In OpenPaaS, modules come in the form of Node Package Manager, or npm-like components. They also have a couple of distinctive properties: they bring dependencies either by name, or by ability; they support asynchronous loading; they provide a lifecycle, and go through states during their initialization.

To wrap OpenPaaS up: as an administrator, you are able to choose which additional module you want to deploy and install; as a developer, you are able to manipulate common collaboration objects such as users, contacts, chat rooms, calendars, emails and to reuse them inside your own application; as a user, you can easily explore our solution, as it features a modern, sleek and responsive web interface embracing the material design guidelines.

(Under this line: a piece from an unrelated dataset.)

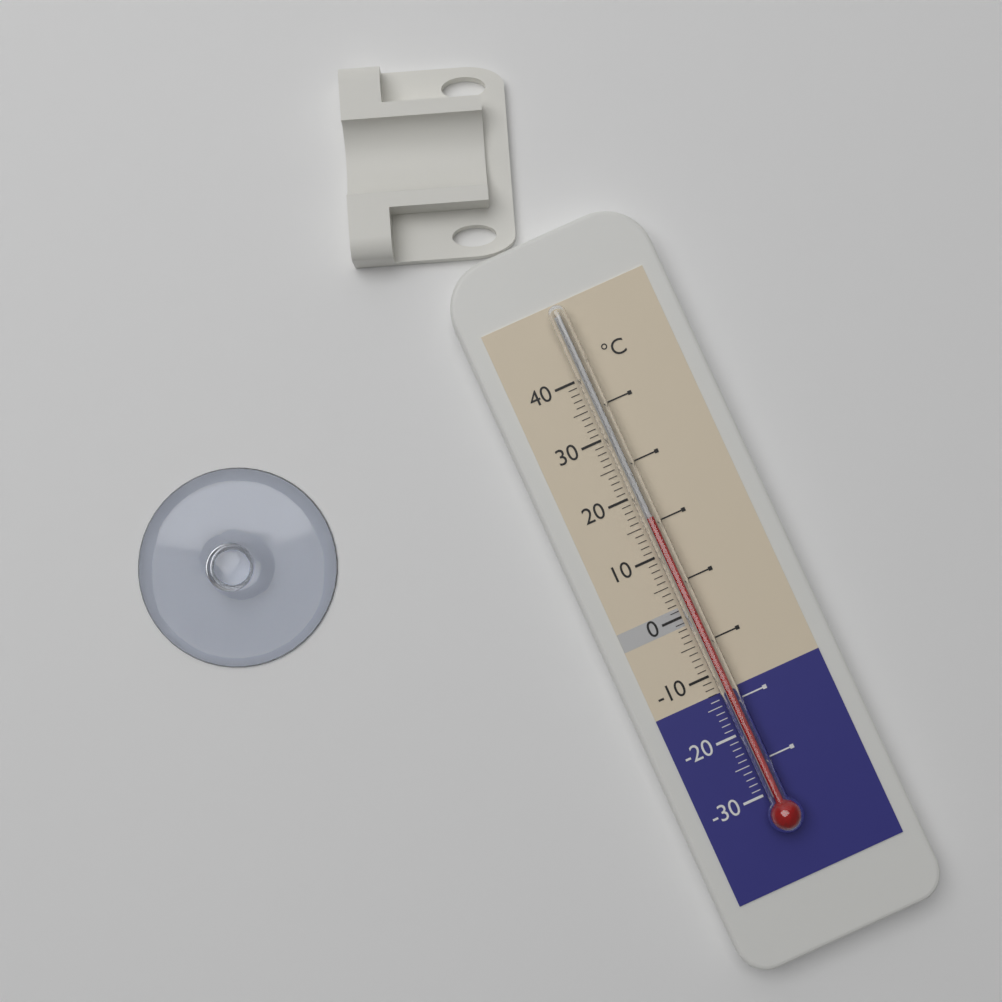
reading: 16 °C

Under the hood: the Core and the Suite

In short, OpenPaaS 1.0 can be divided into roughly two parts: on one hand, there is the Core containing cross-cutting features; on the other hand, there are main collaboration applications, that together form the Suite.

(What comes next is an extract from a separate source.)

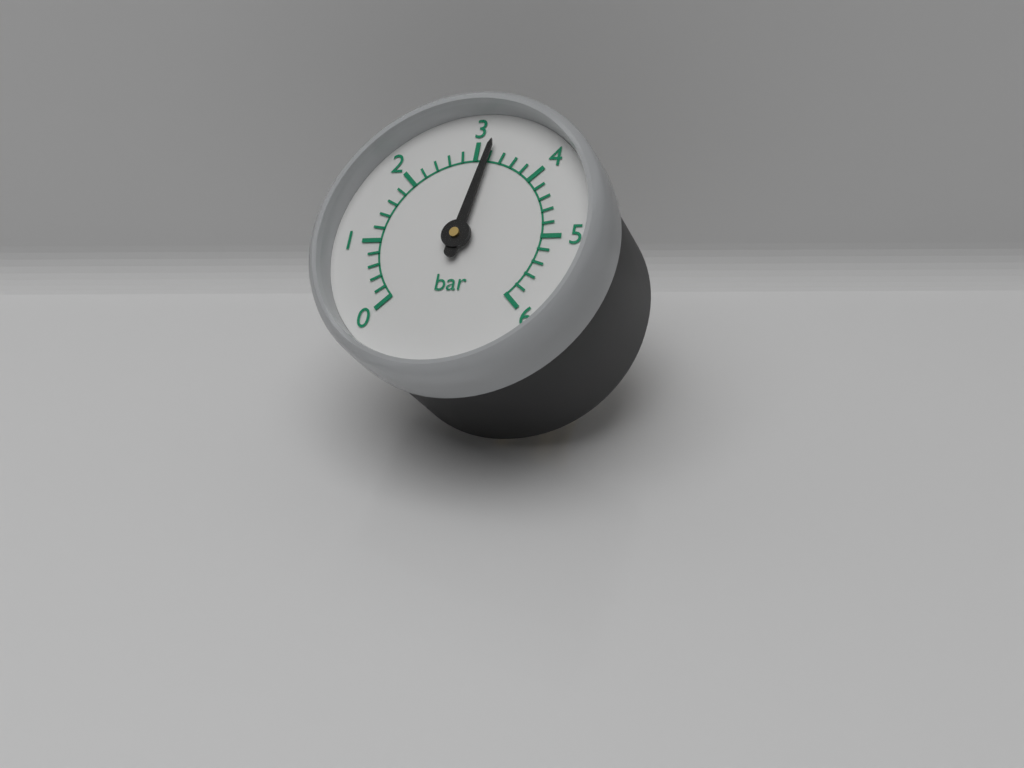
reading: 3.2 bar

Coded in JavaScript, the Core of our PaaS is built upon a handful of critical components, which are all free — as in free love — . Let’s list them:

  • NodeJS is used as the JavaScript run-time environment for executing the OpenPaaS back-end application;
  • a MongoDB database is used to store application-related data, except emails;
  • a RabbitMQ message broker is put to work to deliver messages between applications;
  • Elasticsearch is indexing all data stored through OpenPaaS. Without it, we could not search inside the data stored by applications, including email messages;
  • Java Apache Mail Enterprise Server, also known simply as James, is used as a mail delivery agent for OpenPaaS, and to interact directly with the platform. James allows easy administration and load balancing of emails, alongside high availability. James not only supports protocols such as POP3 and IMAP, but also JMAP, the trending protocol that is meant to make emails cool again. Among other things, it allows the browser to talk directly with the mail server.
  • A Cassandra database, which is used to store emails. If you want to know more about Cassandra’s performance tuning in the context of OpenPaaS, let’s check this article;
  • Finally, a WebDAV Server based on SabreDAV, and which is managing calendars and contacts.

The suite

The front-end of the platform is crafted with AngularJS. As of now, the Suite is made of a collection of user-accessible applications, including a so-called unified inbox; a calendar; a contact manager; a community center; a chat system and a control center, for managing settings.

From an administration standpoint, OpenPaaS can be interfaced with existing directory services, such as OpenLDAP. If you would like to implement web-based single sign-on (SSO), you can also integrate it with LemonLDAP, as shown for example in this previous article.

What’s next?

This is only the beginning. Currently, a lot of efforts is being done to work out integration details with proprietary solutions. Then, an application market place will be released, which will contain business-oriented and third-party applications. CryptPad, a collaborative editor, will soon be merged into the production release, allowing users to collaborate on documents and presentations using end-to-end encryption. Finally, Hubl.in, our home-brewed video-conferencing system, will soon join the OpenPaaS family.

Conclusion

At Linagora, we are proud to offer an open solution developed with love and designed with ethics in mind. We hope you are going to enjoy using it. If you have any question, please do not hesitate to write a comment in the section below. If you want to contribute, let’ s follow this link.

Keep in touch with OpenPaaS on Twitter, Facebook, GitHub and with LinShare on Twitter and GitHub.

Interested in joining Linagora? Apply for job offers.

Are you currently a computer science student? Do you want to be part of the future of emails? If so, let’s follow this path.